MAGIC IN THE MOONLIGHT

MAGIC IN THE MOONLIGHT

Magician Stanley Crawford (Colin Firth) is seeking to debunk spiritual medium Sophie Baker (Emma Stone) in Woody Allen’s MAGIC IN THE MOONLIGHT

MAGIC IN THE MOONLIGHT (Woody Allen, 2014)
In theaters now
www.sonyclassics.com

For his follow-up to Blue Jasmine, his best film in years, Woody Allen has returned to his love of prestidigitation and the possibility of a spirit world in Magic in the Moonlight, topics he has tackled before, with varying degrees of success, in Scoop, Alice, A Midsummer Night’s Sex Comedy, the Broadway play The Floating Light Bulb, and the short story “Examining Psychic Phenonema,” in which he wrote, “There is no question that there is an unseen world. The problem is, how far is it from midtown, and how late is it open?” Unfortunately, there is nothing nearly as sharp in Magic in the Moonlight, an ultimately lackluster and disappointing foray into the mysterious realm of spirit mediums, despite a luminous performance by Emma Stone. Allen, who used to make films almost exclusively in New York City, now ventures to the French Riviera of the 1920s after journeys to Rome, Paris, London, and Barcelona in previous recent works. Stone stars as Sophie Baker, a beautiful young woman who claims to be able to read minds and contact the dead, which distresses Stanley Crawford (Colin Firth), who performs as the famous Asian magician Wei Ling Soo and is dedicated to unmasking frauds, believing that there is nothing beyond our earthbound realm. (The premise is loosely based on the psychic-busting career of magician Harry Houdini, who was desperate to find a real connection to the dead.) Stanley is invited by his longtime friend and colleague, magician Howard Burkan (Simon McBurney), to disprove the psychic abilities of Miss Baker, who has been impressing the wealthy Catledge family, including the widowed matriarch, Grace (Jacki Weaver), and her son, Brice (Hamish Linklater), the heir and scion absolutely smitten with Sophie. However, daughter Caroline (Erica Leerhsen) and her husband, George (Jeremy Shamos), don’t trust Sophie and her mother (Marcia Gay Harden) and want Stanley to debunk them before they get their hands on the family fortune. At first Stanley is sure that they are frauds only after money, but soon enough he starts changing his tune, wondering if everything he has believed in has been wrong.
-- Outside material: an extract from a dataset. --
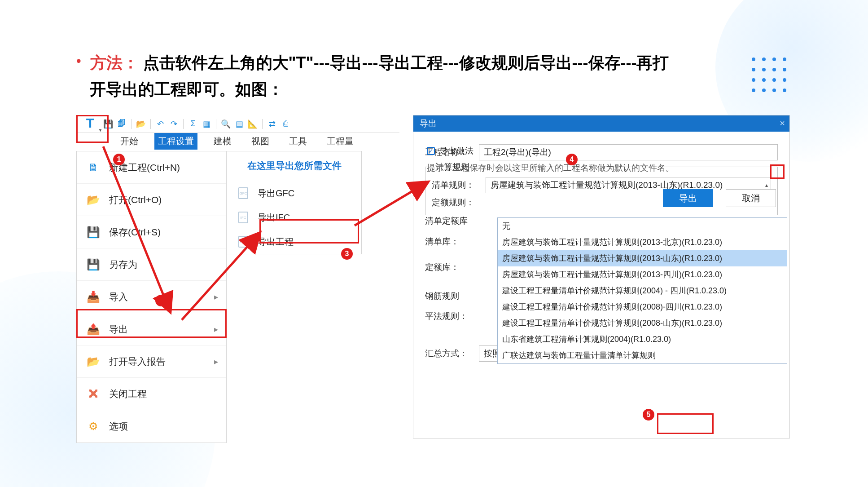  What do you see at coordinates (193, 124) in the screenshot?
I see `sigma-icon: Σ` at bounding box center [193, 124].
Marcia Gay Harden, Hamish Linklater, Colin Firth, and Emma Stone fail to bring magic to MOONLIGHT

Marcia Gay Harden, Hamish Linklater, Colin Firth, and Emma Stone fail to bring magic to MOONLIGHT

Magic in the Moonlight never feels fully formed, like a magic trick that doesn’t come together to completely take in the audience. While Stone, who is beautifully lit by Darius Khondji, is charming as the possible medium, Firth struggles to develop a tangible chemistry with her, and Brice’s ukulele-laden puppy-dog courtship of Sophie is just plain silly. The film looks great — Darius Khondji’s costumes are wonderful, as is Anne Seibel’s production design, and it’s always a pleasure to see Eileen Atkins, here portraying Stanley’s bohemian aunt — but the problem really begins and ends with Allen’s flat script, as funny jokes, one-liners, and any sense of mystery disappear quicker than the elephant in the opening scene and numerous twists border on the cringeworthy, a rarity for the Woodman, even in his lesser works, of which Magic in the Moonlight is certainly one.